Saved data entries
---*---

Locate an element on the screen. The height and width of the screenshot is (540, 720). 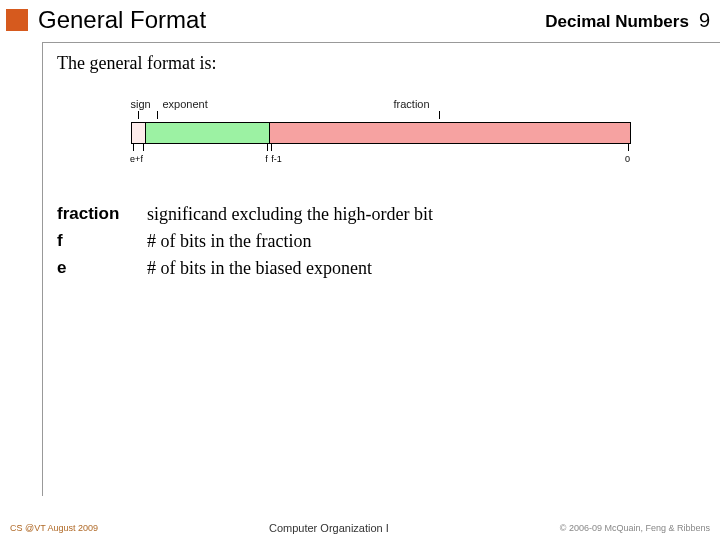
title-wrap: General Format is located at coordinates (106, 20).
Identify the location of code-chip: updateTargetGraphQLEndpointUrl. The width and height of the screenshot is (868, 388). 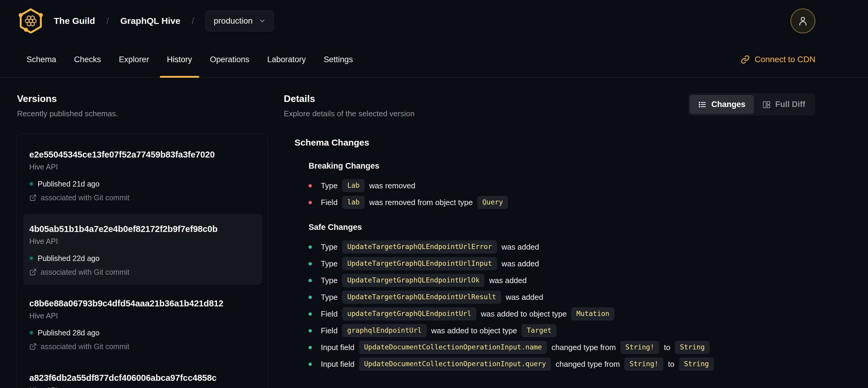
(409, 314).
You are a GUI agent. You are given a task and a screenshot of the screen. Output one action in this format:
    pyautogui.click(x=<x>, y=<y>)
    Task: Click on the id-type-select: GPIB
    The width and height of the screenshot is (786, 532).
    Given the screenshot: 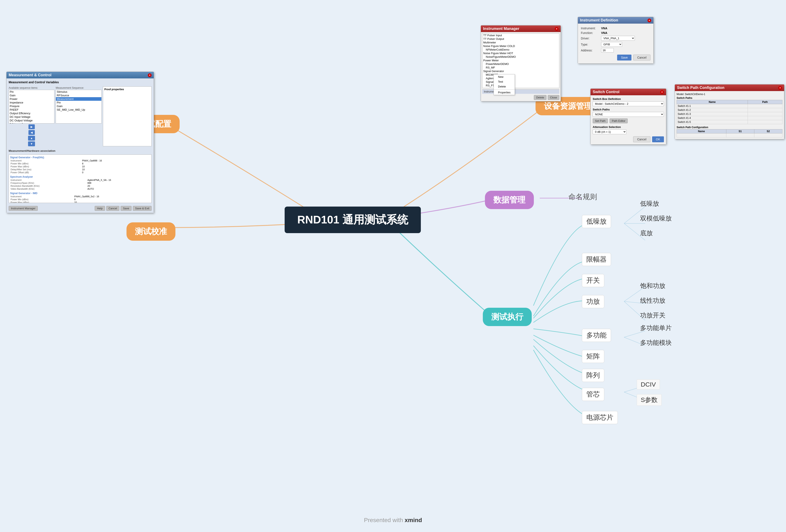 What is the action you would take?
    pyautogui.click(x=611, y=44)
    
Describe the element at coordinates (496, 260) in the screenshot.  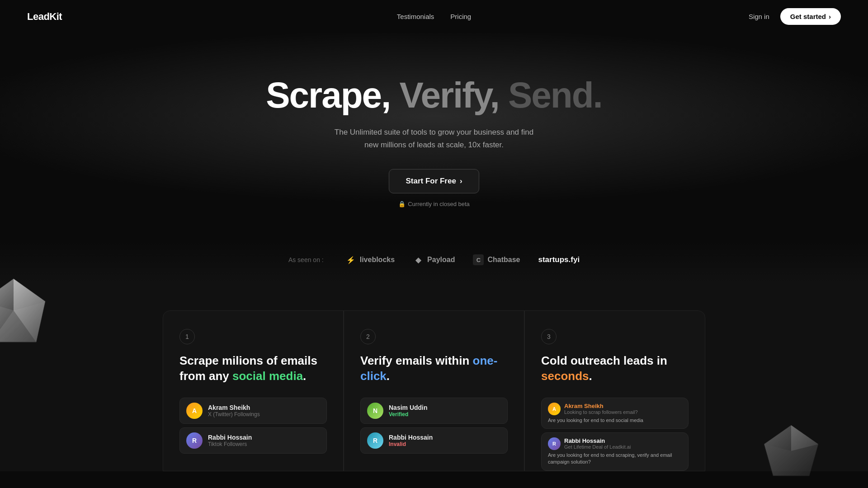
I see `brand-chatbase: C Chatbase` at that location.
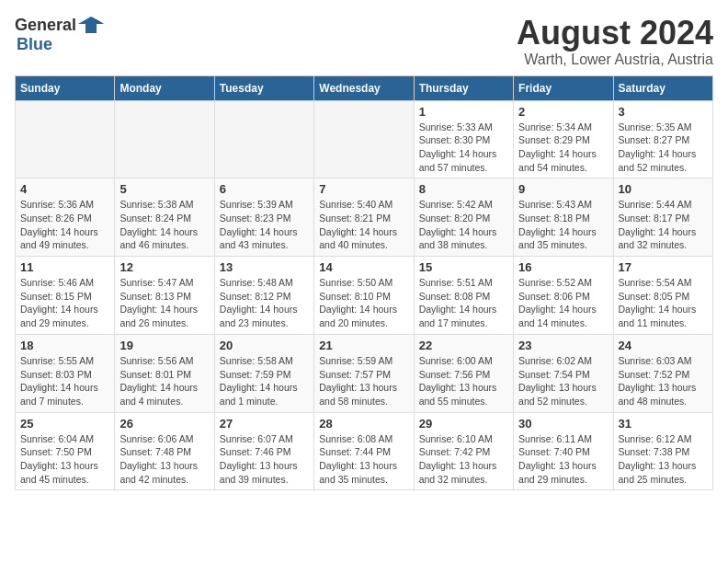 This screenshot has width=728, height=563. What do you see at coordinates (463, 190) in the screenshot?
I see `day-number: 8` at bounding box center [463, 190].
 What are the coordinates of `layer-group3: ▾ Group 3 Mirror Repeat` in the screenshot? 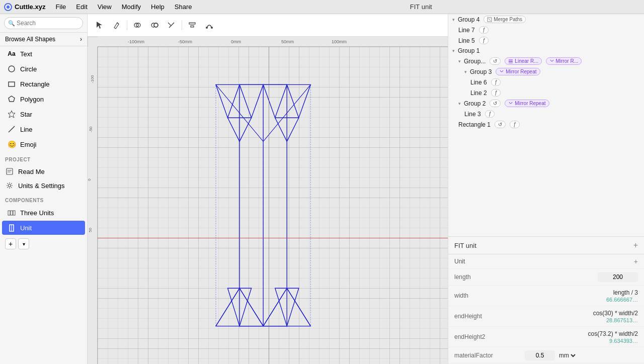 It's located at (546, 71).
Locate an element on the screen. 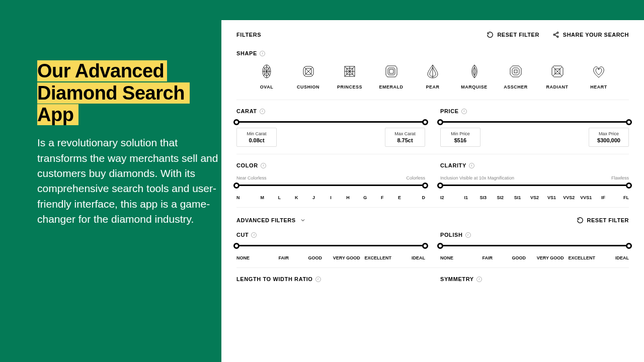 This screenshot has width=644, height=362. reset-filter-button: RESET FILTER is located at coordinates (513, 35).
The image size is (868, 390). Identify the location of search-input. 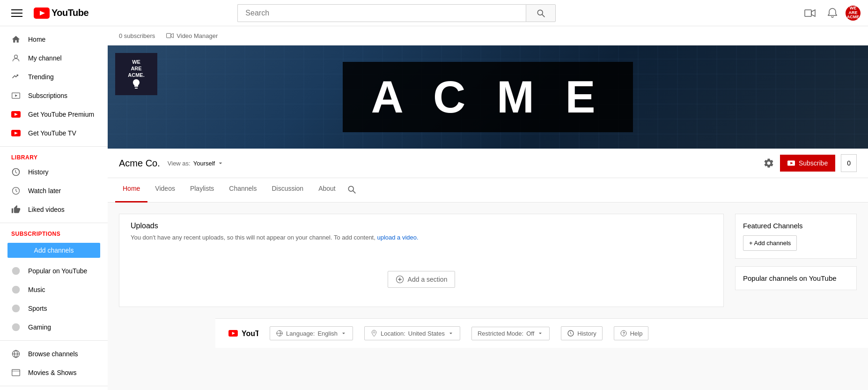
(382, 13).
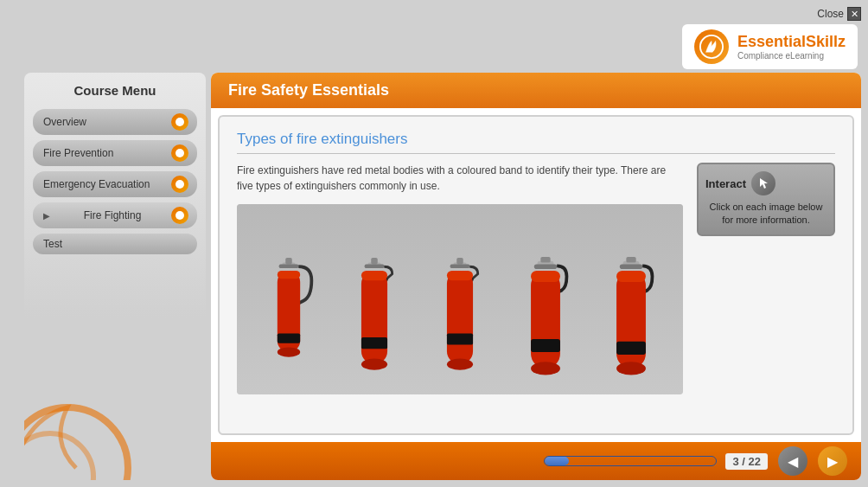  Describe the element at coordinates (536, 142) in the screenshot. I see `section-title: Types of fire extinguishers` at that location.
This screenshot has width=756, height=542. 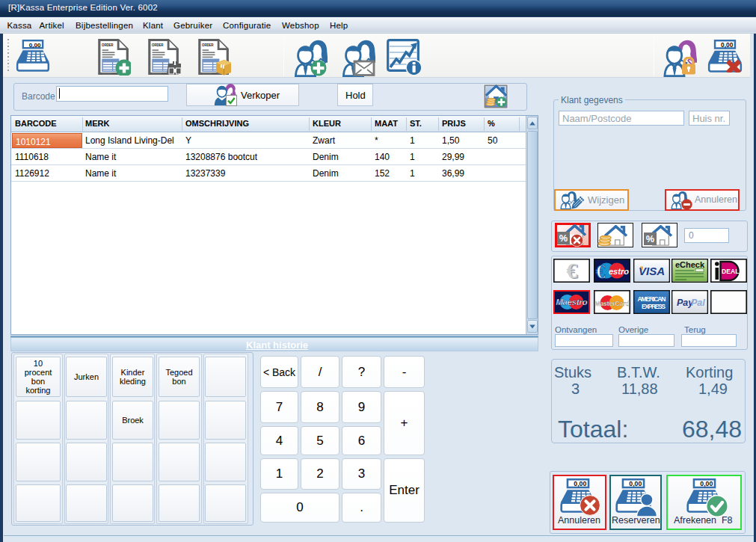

---*---

What the task asks: Of the records above, print only the lines from the one containing "is (868, 388)." through the one containing "The width and height of the screenshot is (786, 532).", inclusive and unaltered, leaving out pictures.

Result:
Identify the location of code-chip: updateTargetGraphQLEndpointUrl. The width and height of the screenshot is (868, 388). 
(409, 314).
You are a GUI agent. You are given a task and a screenshot of the screen. Output one action in this format:
    pyautogui.click(x=<x>, y=<y>)
    Task: Click on the id-type-select: GPIB
    The width and height of the screenshot is (786, 532).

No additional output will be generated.